Reply | Report Abuse | Link to thisI am convinced that the downfall of American manufacturing began with the rise in the number of MBA's running our companies. Years ago top management actually understood the products they researched and made. Now, it's purely numbers. We've become a nation of virtual companies. Cheap products but soon none will be affordable at any price.
Reply | Report Abuse | Link to thisAs a 30 year veteran of R&D within US manufacturing companies, I have often competed against German companies. The Fraunhofer network of research institutes is a strong component of German competitiveness.
Reply | Report Abuse | Link to thisBasically they provide a 50% government subsidy of corporate R&D.

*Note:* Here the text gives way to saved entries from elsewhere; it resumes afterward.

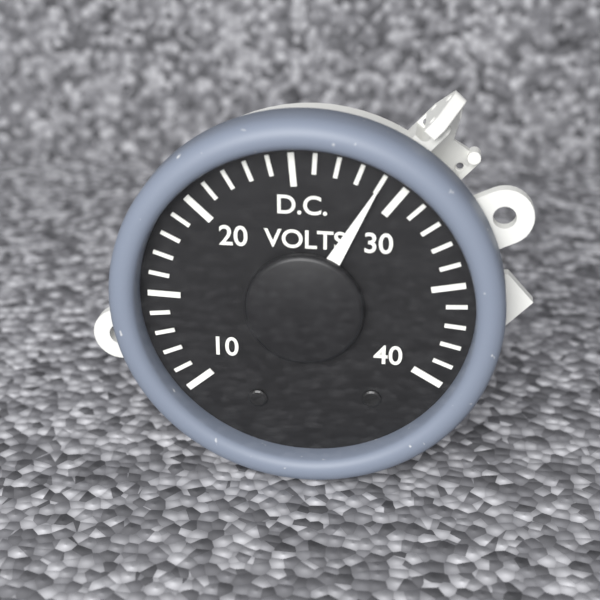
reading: 29 V
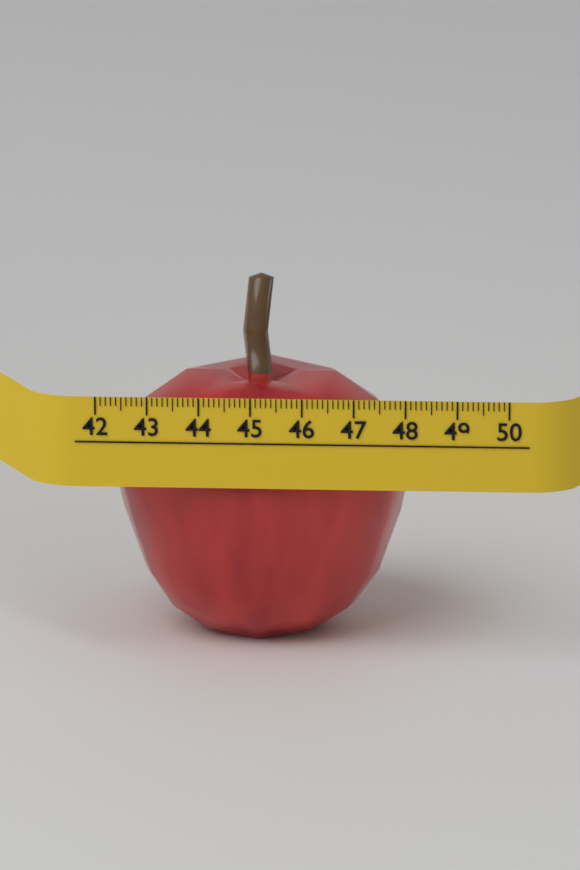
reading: 48.1 (no unit)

The role of these institutes is to perform commercial scale up of the latest university technologies.These efforts are funded 50% by government subsidy to the institutes and 50% by the German corporations. This is a significant subsidy to the short term development budgets of German corporations.
The US should definitely look at developing an equivalent network. The network provides many advantages:
- Benefits to the local community by spreading innovation centers throughout the country, with each center focused on a different technology area.
- AN interesting way to stop the corporatization of the university system and maintaining the universities as sources of independent investigation and pubic analysis by putting the for-profit research in it's own, publicly identified network
- An effective mechanism for supporting small and mid sized hi tech manufacturing companies within Germany thus maintaining high wage manufacturing labor in Germany.
I am glad to see someone in the US finally look at this network with the seriousness it deserves.